Denial Of Nature's Limit Is The Problem, By Aaron G. Lehmer-Chang

Denial Of Nature's Limit Is The Problem, By Aaron G. Lehmer-Chang

Unfortunately, many of our world’s vital ecosystems are already on the brink of collapse. Despite incredible leaps in resource-use efficiency, ecological understanding, and technological know-how, our planet’s forests and sensitive habitats are being devastated far faster than they’re regenerating, arable lands are turning into deserts and soils are being mined of their critical nutrients, our oceans are being overfished and polluted with more toxins than can safely be absorbed, our freshwater aquifers and waterways are being depleted at rates several times faster than they’re being replenished, and our atmosphere is being flooded with so much carbon that our global climate is warming to extreme degrees. Moreover, the fossil fuels we rely on for transportation, agriculture, housing, manufacturing, and so much more are becoming harder and harder to find and extract, posing severe challenges to the very foundation of industrial civilization.

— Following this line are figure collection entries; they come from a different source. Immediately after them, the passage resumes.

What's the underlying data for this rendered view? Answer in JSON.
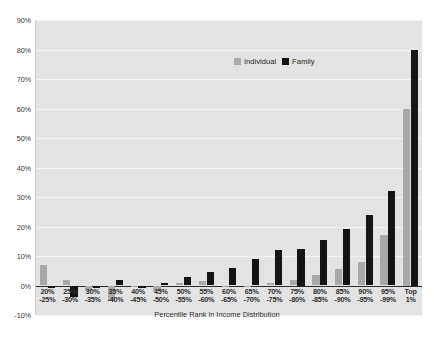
{
  "chart_data": {
    "type": "bar",
    "title": "",
    "xlabel": "Percentile Rank in Income Distribution",
    "ylabel": "",
    "ylim": [
      -10,
      90
    ],
    "ytick_labels": [
      "90%",
      "80%",
      "70%",
      "60%",
      "50%",
      "40%",
      "30%",
      "20%",
      "10%",
      "0%",
      "-10%"
    ],
    "ytick_values": [
      90,
      80,
      70,
      60,
      50,
      40,
      30,
      20,
      10,
      0,
      -10
    ],
    "grid": true,
    "legend_position": "top-center",
    "categories": [
      "20%\n-25%",
      "25%\n-30%",
      "30%\n-35%",
      "35%\n-40%",
      "40%\n-45%",
      "45%\n-50%",
      "50%\n-55%",
      "55%\n-60%",
      "60%\n-65%",
      "65%\n-70%",
      "70%\n-75%",
      "75%\n-80%",
      "80%\n-85%",
      "85%\n-90%",
      "90%\n-95%",
      "95%\n-99%",
      "Top 1%"
    ],
    "category_lines": [
      [
        "20%",
        "-25%"
      ],
      [
        "25%",
        "-30%"
      ],
      [
        "30%",
        "-35%"
      ],
      [
        "35%",
        "-40%"
      ],
      [
        "40%",
        "-45%"
      ],
      [
        "45%",
        "-50%"
      ],
      [
        "50%",
        "-55%"
      ],
      [
        "55%",
        "-60%"
      ],
      [
        "60%",
        "-65%"
      ],
      [
        "65%",
        "-70%"
      ],
      [
        "70%",
        "-75%"
      ],
      [
        "75%",
        "-80%"
      ],
      [
        "80%",
        "-85%"
      ],
      [
        "85%",
        "-90%"
      ],
      [
        "90%",
        "-95%"
      ],
      [
        "95%",
        "-99%"
      ],
      [
        "Top 1%",
        ""
      ]
    ],
    "series": [
      {
        "name": "Individual",
        "color": "#a8a8a8",
        "values": [
          7,
          2,
          -2,
          -5,
          0,
          -2,
          1,
          1.5,
          -0.5,
          -0.5,
          1,
          2,
          3.5,
          5.5,
          8,
          17,
          60
        ]
      },
      {
        "name": "Family",
        "color": "#141414",
        "values": [
          -1,
          -4,
          -1,
          2,
          -1,
          1,
          3,
          4.5,
          6,
          9,
          12,
          12.5,
          15.5,
          19,
          24,
          32,
          80
        ]
      }
    ]
  },
  "legend": {
    "items": [
      {
        "label": "Individual",
        "color": "#a8a8a8"
      },
      {
        "label": "Family",
        "color": "#141414"
      }
    ]
  },
  "axis": {
    "x_title": "Percentile Rank in Income Distribution"
  },
  "colors": {
    "plot_background": "#e3e3e3",
    "gridline": "#f2f2f2",
    "zero_line": "#2b2b2b",
    "individual": "#a8a8a8",
    "family": "#141414",
    "page_background": "#ffffff"
  }
}
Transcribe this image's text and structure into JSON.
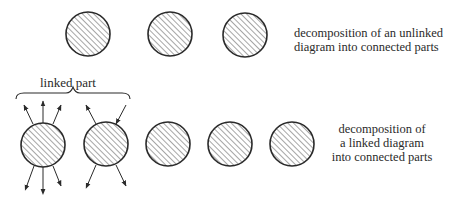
{
  "figure": {
    "top_row": {
      "caption_lines": [
        "decomposition of an unlinked",
        "diagram into connected parts"
      ],
      "circles": [
        {
          "cx": 88,
          "cy": 34,
          "r": 22
        },
        {
          "cx": 170,
          "cy": 34,
          "r": 22
        },
        {
          "cx": 245,
          "cy": 35,
          "r": 22
        }
      ]
    },
    "bottom_row": {
      "brace_label": "linked part",
      "caption_lines": [
        "decomposition of",
        "a linked diagram",
        "into connected parts"
      ],
      "circles": [
        {
          "cx": 43,
          "cy": 145,
          "r": 22
        },
        {
          "cx": 106,
          "cy": 144,
          "r": 22
        },
        {
          "cx": 168,
          "cy": 144,
          "r": 22
        },
        {
          "cx": 230,
          "cy": 144,
          "r": 22
        },
        {
          "cx": 292,
          "cy": 144,
          "r": 22
        }
      ]
    },
    "colors": {
      "stroke": "#2a2a2a",
      "hatch": "#3a3a3a",
      "background": "#ffffff"
    }
  }
}
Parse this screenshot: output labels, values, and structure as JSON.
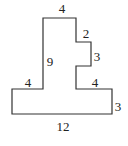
{
  "diagram": {
    "type": "rectilinear-polygon",
    "stroke_color": "#333333",
    "vertices": [
      [
        43,
        18
      ],
      [
        76,
        18
      ],
      [
        76,
        42
      ],
      [
        91,
        42
      ],
      [
        91,
        66
      ],
      [
        76,
        66
      ],
      [
        76,
        89
      ],
      [
        112,
        89
      ],
      [
        112,
        114
      ],
      [
        12,
        114
      ],
      [
        12,
        89
      ],
      [
        43,
        89
      ]
    ],
    "labels": {
      "top_width": "4",
      "step_width": "2",
      "step_height": "3",
      "tall_height": "9",
      "left_ledge": "4",
      "right_ledge": "4",
      "base_height": "3",
      "base_width": "12"
    }
  }
}
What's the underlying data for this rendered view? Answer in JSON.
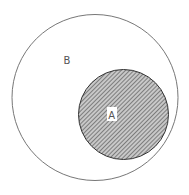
{
  "diagram": {
    "type": "venn-subset",
    "outer_set": {
      "label": "B",
      "fill": "#ffffff",
      "stroke": "#777777"
    },
    "inner_set": {
      "label": "A",
      "fill": "#9a9a9a",
      "stroke": "#333333",
      "pattern": "diagonal-hatch"
    },
    "relation": "A is a subset of B"
  }
}
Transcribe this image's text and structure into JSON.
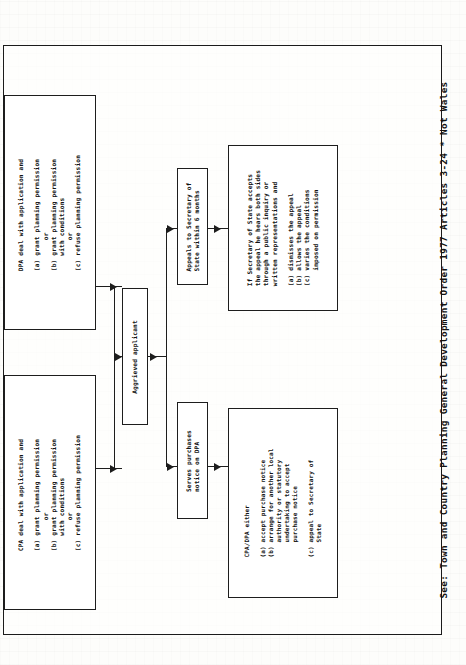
{
  "document": {
    "kind": "scanned-flowchart",
    "orientation": "rotated-90-ccw",
    "ink_color": "#1d1d1d",
    "paper_color": "#fdfdfb"
  },
  "footer": {
    "prefix": "See:",
    "reference": "Town and Country Planning General Development Order 1977 Articles 3-24",
    "note": "* Not Wales",
    "full": "See:  Town and Country Planning General Development Order 1977 Articles 3-24    * Not Wales"
  },
  "nodes": {
    "cpa_decision": {
      "id": "cpa-decision",
      "heading": "CPA deal with application and",
      "options": [
        "(a) grant planning permission",
        "        or",
        "(b) grant planning permission",
        "    with conditions",
        "        or",
        "(c) refuse planning permission"
      ],
      "text": "CPA deal with application and\n\n(a) grant planning permission\n        or\n(b) grant planning permission\n    with conditions\n        or\n(c) refuse planning permission"
    },
    "dpa_decision": {
      "id": "dpa-decision",
      "heading": "DPA deal with application and",
      "options": [
        "(a) grant planning permission",
        "        or",
        "(b) grant planning permission",
        "    with conditions",
        "        or",
        "(c) refuse planning permission"
      ],
      "text": "DPA deal with application and\n\n(a) grant planning permission\n        or\n(b) grant planning permission\n    with conditions\n        or\n(c) refuse planning permission"
    },
    "aggrieved_applicant": {
      "id": "aggrieved-applicant",
      "text": "Aggrieved applicant"
    },
    "appeals_secretary": {
      "id": "appeals-to-secretary-of-state",
      "text": "Appeals to Secretary of\nState within 6 months"
    },
    "secretary_outcome": {
      "id": "secretary-of-state-outcome",
      "heading": "If Secretary of State accepts\nthe appeal he hears both sides\nthrough a public inquiry or\nwritten representations and",
      "options": [
        "(a) dismisses the appeal",
        "(b) allows the appeal",
        "(c) varies the conditions",
        "    imposed on permission"
      ],
      "text": "If Secretary of State accepts\nthe appeal he hears both sides\nthrough a public inquiry or\nwritten representations and\n\n(a) dismisses the appeal\n(b) allows the appeal\n(c) varies the conditions\n    imposed on permission"
    },
    "purchase_notice": {
      "id": "serves-purchase-notice",
      "text": "Serves purchases\nnotice on DPA"
    },
    "cpa_dpa_either": {
      "id": "cpa-dpa-either-outcome",
      "heading": "CPA/DPA either",
      "options": [
        "(a) accept purchase notice",
        "(b) arrange for another local",
        "    authority or statutory",
        "    undertaking to accept",
        "    purchase notice",
        "",
        "(c) appeal to Secretary of",
        "    State"
      ],
      "text": "CPA/DPA either\n\n(a) accept purchase notice\n(b) arrange for another local\n    authority or statutory\n    undertaking to accept\n    purchase notice\n\n(c) appeal to Secretary of\n    State"
    }
  },
  "edges": [
    {
      "from": "cpa_decision",
      "to": "aggrieved_applicant"
    },
    {
      "from": "dpa_decision",
      "to": "aggrieved_applicant"
    },
    {
      "from": "aggrieved_applicant",
      "to": "appeals_secretary"
    },
    {
      "from": "aggrieved_applicant",
      "to": "purchase_notice"
    },
    {
      "from": "appeals_secretary",
      "to": "secretary_outcome"
    },
    {
      "from": "purchase_notice",
      "to": "cpa_dpa_either"
    }
  ]
}
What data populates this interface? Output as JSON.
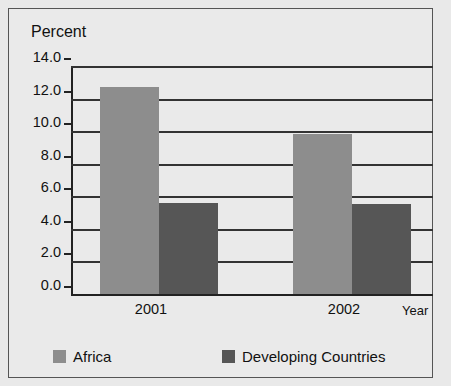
{
  "chart_data": {
    "type": "bar",
    "title": "",
    "ylabel": "Percent",
    "xlabel": "Year",
    "categories": [
      "2001",
      "2002"
    ],
    "series": [
      {
        "name": "Africa",
        "color": "#8d8d8d",
        "values": [
          12.7,
          9.8
        ]
      },
      {
        "name": "Developing Countries",
        "color": "#565656",
        "values": [
          5.6,
          5.5
        ]
      }
    ],
    "ylim": [
      0.0,
      14.0
    ],
    "ytick_step": 2.0,
    "ytick_labels": [
      "14.0",
      "12.0",
      "10.0",
      "8.0",
      "6.0",
      "4.0",
      "2.0",
      "0.0"
    ],
    "ytick_values": [
      14.0,
      12.0,
      10.0,
      8.0,
      6.0,
      4.0,
      2.0,
      0.0
    ],
    "grid": true,
    "legend_position": "bottom"
  },
  "axes": {
    "y_title": "Percent",
    "x_title": "Year"
  },
  "legend": {
    "items": [
      {
        "label": "Africa",
        "color": "#8d8d8d"
      },
      {
        "label": "Developing Countries",
        "color": "#565656"
      }
    ]
  },
  "colors": {
    "background": "#eaeaea",
    "frame": "#555555",
    "axis": "#222222",
    "grid": "#333333",
    "series_a": "#8d8d8d",
    "series_b": "#565656"
  }
}
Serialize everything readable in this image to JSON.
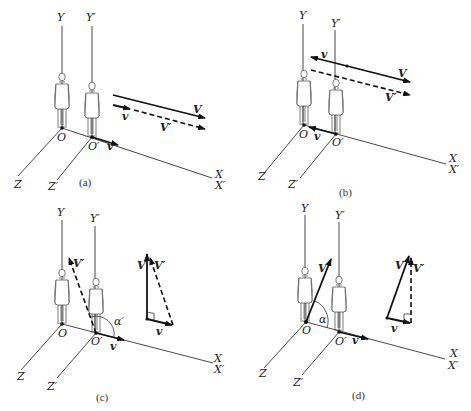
{
  "colors": {
    "ink": "#111111",
    "background": "#ffffff"
  },
  "panels": [
    {
      "id": "a",
      "caption": "(a)",
      "labels": {
        "Y": "Y",
        "Yp": "Y′",
        "O": "O",
        "Op": "O′",
        "X": "X",
        "Xp": "X′",
        "Z": "Z",
        "Zp": "Z′",
        "v_axis": "v",
        "V": "V",
        "Vp": "V′",
        "v_vec": "v"
      },
      "description": "Frames at origin aligned; V and V′ parallel along +X; v along +X"
    },
    {
      "id": "b",
      "caption": "(b)",
      "labels": {
        "Y": "Y",
        "Yp": "Y′",
        "O": "O",
        "Op": "O′",
        "X": "X",
        "Xp": "X′",
        "Z": "Z",
        "Zp": "Z′",
        "v_axis": "v",
        "V": "V",
        "Vp": "V′",
        "v_vec": "v"
      },
      "description": "v points toward −X (from O′ to O); V along +X with v opposing; V′ dashed"
    },
    {
      "id": "c",
      "caption": "(c)",
      "labels": {
        "Y": "Y",
        "Yp": "Y′",
        "O": "O",
        "Op": "O′",
        "X": "X",
        "Xp": "X′",
        "Z": "Z",
        "Zp": "Z′",
        "v_axis": "v",
        "Vp_vec": "V′",
        "angle": "α′",
        "tri_V": "V",
        "tri_Vp": "V′",
        "tri_v": "v"
      },
      "description": "V′ dashed from O′ at angle α′; vector triangle with V vertical, v horizontal, V′ hypotenuse"
    },
    {
      "id": "d",
      "caption": "(d)",
      "labels": {
        "Y": "Y",
        "Yp": "Y′",
        "O": "O",
        "Op": "O′",
        "X": "X",
        "Xp": "X′",
        "Z": "Z",
        "Zp": "Z′",
        "v_axis": "v",
        "V_vec": "V",
        "angle": "α",
        "tri_V": "V",
        "tri_Vp": "V′",
        "tri_v": "v"
      },
      "description": "V solid from O at angle α; vector triangle with V′ vertical dashed, v horizontal, V hypotenuse"
    }
  ]
}
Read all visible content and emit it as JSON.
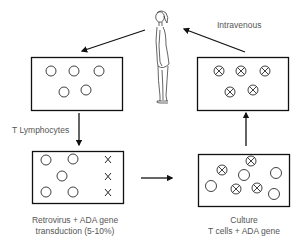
{
  "diagram": {
    "labels": {
      "intravenous": "Intravenous",
      "t_lymphocytes": "T Lymphocytes",
      "transduction_line1": "Retrovirus + ADA gene",
      "transduction_line2": "transduction (5-10%)",
      "culture_line1": "Culture",
      "culture_line2": "T cells + ADA gene"
    },
    "nodes": [
      {
        "id": "patient",
        "type": "human-figure"
      },
      {
        "id": "harvested-cells",
        "type": "box",
        "cells": {
          "plain": 5,
          "marked": 0,
          "x_marks": 0
        }
      },
      {
        "id": "transduction",
        "type": "box",
        "cells": {
          "plain": 5,
          "marked": 0,
          "x_marks": 3
        }
      },
      {
        "id": "culture",
        "type": "box",
        "cells": {
          "plain": 4,
          "marked": 4,
          "x_marks": 0
        }
      },
      {
        "id": "modified-cells",
        "type": "box",
        "cells": {
          "plain": 0,
          "marked": 5,
          "x_marks": 0
        }
      }
    ],
    "edges": [
      {
        "from": "patient",
        "to": "harvested-cells",
        "label": ""
      },
      {
        "from": "harvested-cells",
        "to": "transduction",
        "label": "T Lymphocytes"
      },
      {
        "from": "transduction",
        "to": "culture",
        "label": ""
      },
      {
        "from": "culture",
        "to": "modified-cells",
        "label": ""
      },
      {
        "from": "modified-cells",
        "to": "patient",
        "label": "Intravenous"
      }
    ],
    "colors": {
      "stroke": "#111111",
      "label": "#555555"
    }
  }
}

Collapse Awareness And The Tragic Consciousness, By Jamey Hecht

Collapse Awareness And The Tragic Consciousness, By Jamey Hecht

Infinite growth on a finite planet is suicide. Industrialization is destroying the world. Resource depletion, pollution, and climate change will make industrial civilization impossible much sooner than is generally admitted. It is traumatic to realize this, and the process involves an intense need to discuss the issue. But the predicament of everyone, the squirrels, the trees, the elephants, all of humankind, the acid oceans caked with plastic — how to discuss all that with oneself or anyone else? Daily there are more people consciously concerned with it, yet most of the discussion happens online, not face to face; in person, with a few exceptions, one simply does not discuss it. To do so reminds people of the terrible danger in which they are already living their everyday lives; it also delivers them over to difficult feelings of helplessness (they cannot stop climate change), humiliation (the “legal person” called Exxon-Mobil is more powerful than mortals can imagine), and anomie (what matters on a doomed world?). Activating those difficult feelings is, at the very least, rude — even if the values of both parties to the conversation are largely in accord. So it costs something to go ahead and disrupt the game and hold forth about the state of our world, so people generally don’t do it.

The Inseparability Of The Great Disruption And The Transformation Of Consciousness, By Gary Stamper

The Inseparability Of The Great Disruption And The Transformation Of Consciousness, By Gary Stamper

Didja think we were all going to just transform the present world into a new dimension, a parallel universe, Heaven on earth, or experience The Rapture, Ascension, move into our light bodies, or whatever new age, magical, or mythical belief we might hold? I’m not saying that any one – or more – if these things can’t happen. However, if history is any indication, disruption and transformation are inseparable.

The Natural Limits Of Confronting Our Limits, By Carolyn Baker

Know Your LimitsIn the light of David Whyte’s poem and the information overload that many of us felt at this conference, I was intrigued by the use of the word “hungry” and “craving” which many participants expressed when they described their longing for spiritual and emotional processes that would facilitate their holding megadoses of new and disturbing information. The attendees at the conference represent only one segment of the collapse-aware population, but as a result of my experience at the conference and traveling throughout the country and working with individuals nationally and around the world, I hear the exact same longing expressed repeatedly and almost verbatim wherever I go. If anyone has any doubt that this aspect of confronting collapse is crucial, they are not listening.